Hebrew schools struggle, the one at AKSE becoming more suitable for a one-room schoolhouse than a multi-teacher enterprise.  Membership at synagogues is down.  I almost ration my own attendance to two shabbatot a month, that being my temperamental limit of Aliyah Sound Bites and Hebrew School facsimile, though it might be different if it were as welcoming as my hospital has been.  Yet as I explore Rabbi Schwarz Jewish Megatrends and Ron Wolfson's Relational Judaism and now Hayim  Herrings Tomorrow's Synagogues Today, I know there are better experiences to be generated and people on the sidelines willing to put forth the effort to generate them.  Accessing them without offending the people in place who indeed do a lot of work and think they are accomplishing more than they really are takes a blend of tenacity and finesse.  I'm good at tenacity.  Maybe the place needs a Cruise Director, that individual who assumes the responsibility for making sure that there are no spectators for the Line Dance.  It's one thing to have activities, quite another to want to be part of the pageant.  It is doable but it means thinking differently.

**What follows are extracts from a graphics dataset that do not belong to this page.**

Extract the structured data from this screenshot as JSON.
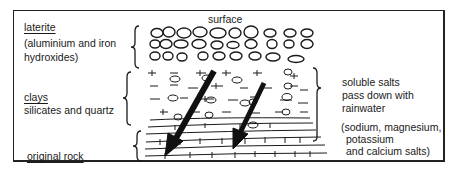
{
  "diagram": {
    "top_label": "surface",
    "layers": [
      {
        "name": "laterite",
        "description": "(aluminium and iron hydroxides)",
        "description_lines": [
          "(aluminium and iron",
          "hydroxides)"
        ]
      },
      {
        "name": "clays",
        "description": "silicates and quartz"
      },
      {
        "name": "original rock",
        "description": ""
      }
    ],
    "process": {
      "lines": [
        "soluble salts",
        "pass down with",
        "rainwater"
      ],
      "examples_lines": [
        "(sodium, magnesium,",
        "potassium",
        "and calcium salts)"
      ]
    },
    "arrows": [
      {
        "from": [
          214,
          72
        ],
        "to": [
          167,
          155
        ],
        "meaning": "rainwater leaching salts downward"
      },
      {
        "from": [
          263,
          84
        ],
        "to": [
          234,
          148
        ],
        "meaning": "rainwater leaching salts downward"
      }
    ],
    "colors": {
      "ink": "#1a1a1a",
      "background": "#ffffff"
    }
  }
}
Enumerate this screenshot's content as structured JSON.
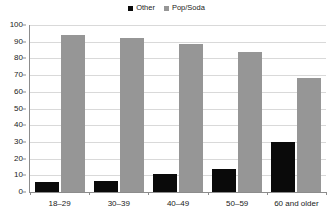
{
  "chart_data": {
    "type": "bar",
    "title": "",
    "xlabel": "",
    "ylabel": "",
    "categories": [
      "18–29",
      "30–39",
      "40–49",
      "50–59",
      "60 and older"
    ],
    "series": [
      {
        "name": "Other",
        "color": "#0a0a0a",
        "values": [
          6,
          6.5,
          10.5,
          14,
          30
        ]
      },
      {
        "name": "Pop/Soda",
        "color": "#969696",
        "values": [
          94,
          92.5,
          88.5,
          84,
          68
        ]
      }
    ],
    "ylim": [
      0,
      100
    ],
    "ytick_step": 10,
    "yticks": [
      0,
      10,
      20,
      30,
      40,
      50,
      60,
      70,
      80,
      90,
      100
    ],
    "ytick_labels": [
      "0",
      "10",
      "20",
      "30",
      "40",
      "50",
      "60",
      "70",
      "80",
      "90",
      "100"
    ],
    "grid": true,
    "grid_axis": "y",
    "legend": true,
    "legend_position": "top-center",
    "legend_entries": [
      "Other",
      "Pop/Soda"
    ],
    "background": "#ffffff",
    "gridline_color": "#d9d9d9",
    "axis_color": "#8c8c8c"
  }
}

One approach might be that of IKAR a transdenominational enterprise in Los Angeles.  Everyone can come and watch but you cannot become a member unless you commit to some activity to engage in.  AKSE could do that up to a point and would be better off with tapping into talent as a requirement instead of depending on A-list invitations from the President.  Maybe my project would be to catalog talent, if I end up wanting a project.  Talent exists but it stands with me on the sidelines, either for not being asked or for being former talent that got slighted in some way.  Some upcoming chat with the visiting scholar next month.